American researchers have found the first working so-called ‘Exercise-in-a-pill’, a new drug that builds on the chemical signals that occur in the muscles when exercising.

Scientists have taken a step closer to developing ‘exercise-in-a-pill.’ Seen here, a mouse calf muscle stained for different types of muscle fibers: oxidative slow-twitch (blue), oxidative fast-twitch (green), glycolytic fast-twitch (red). Credit: Salk Institute/Waitt Center

We are learning more and more about what exactly happens in our bodies during and after exercise. This knowledge also allows us to increasingly approach mimicking the effects of exercise with a pill, chemical substances that cause the same reactions that result in all the good effects of exercise.

Mimicking exercise

Ron Evans and his team of researchers at Salk Institute in California are close to achieving an ‘Exercise-in-a-pill’. Besides mimicking the health effects of exercise, the drug they have developed called PPAR (peroxisome proliferator-activated receptor) also result in remarkable performance enhancements.

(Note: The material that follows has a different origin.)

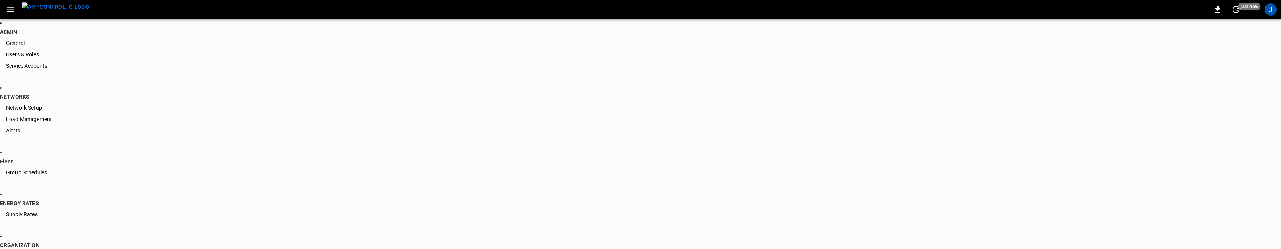  What do you see at coordinates (27, 66) in the screenshot?
I see `span: Service Accounts` at bounding box center [27, 66].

When given to mice, they can run 70 percent longer, without any adaptive training to facilitate this performance enhancement. Mice in the control group could run about 160 minutes before exhaustion. Mice on the drug, however, could run about 270 minutes – about 70 percent longer.

PPAR is a receptor protein that functions as to regulate the expression of genes. It acts as a genetic switch, the muscles, and the body reacts as though stimulated by training. The resulting physiological effects are as if directly caused by exercise, becoming highly responsive to insulin and with muscles shifting from burning carbohydrates (glucose) to becoming more effective at burning fat

The team found 975 genes whose expression changed in response to the drug, either becoming suppressed or increased. These genes are involved in and regulate the breaking down and of burning fat. Somewhat surprisingly, genes that were suppressed were related to breaking down carbohydrates for energy.

No exercise replica

The body adapts to this chimeric induced exercise to facilitate some of the same biological effects that would be the results for a well-behaved marathon runner. The researchers stress however that it is is not identical to training, but the mice do get many of the same benefits. They become slimmer, becomes more energetic, and even have healthier brains.

The muscles of mice that received PPAR did not exhibit some other that typically accompany aerobic fitness: additional mitochondria, more blood vessels and a shift toward the type of muscle fibers that burn fat rather than sugar.

Health benefits

The study, published Cell Metabolism on May 2, 2017, deepens our understanding of aerobic endurance and could offer people with heart conditions, pulmonary disease, type 2 diabetes or other health limitations a hope of achieving those benefits pharmacologically.

Although the drug is intended for people who cannot exercise due to illness or mobility and for the obese, the effects of the drug also exhibit the effects of doping.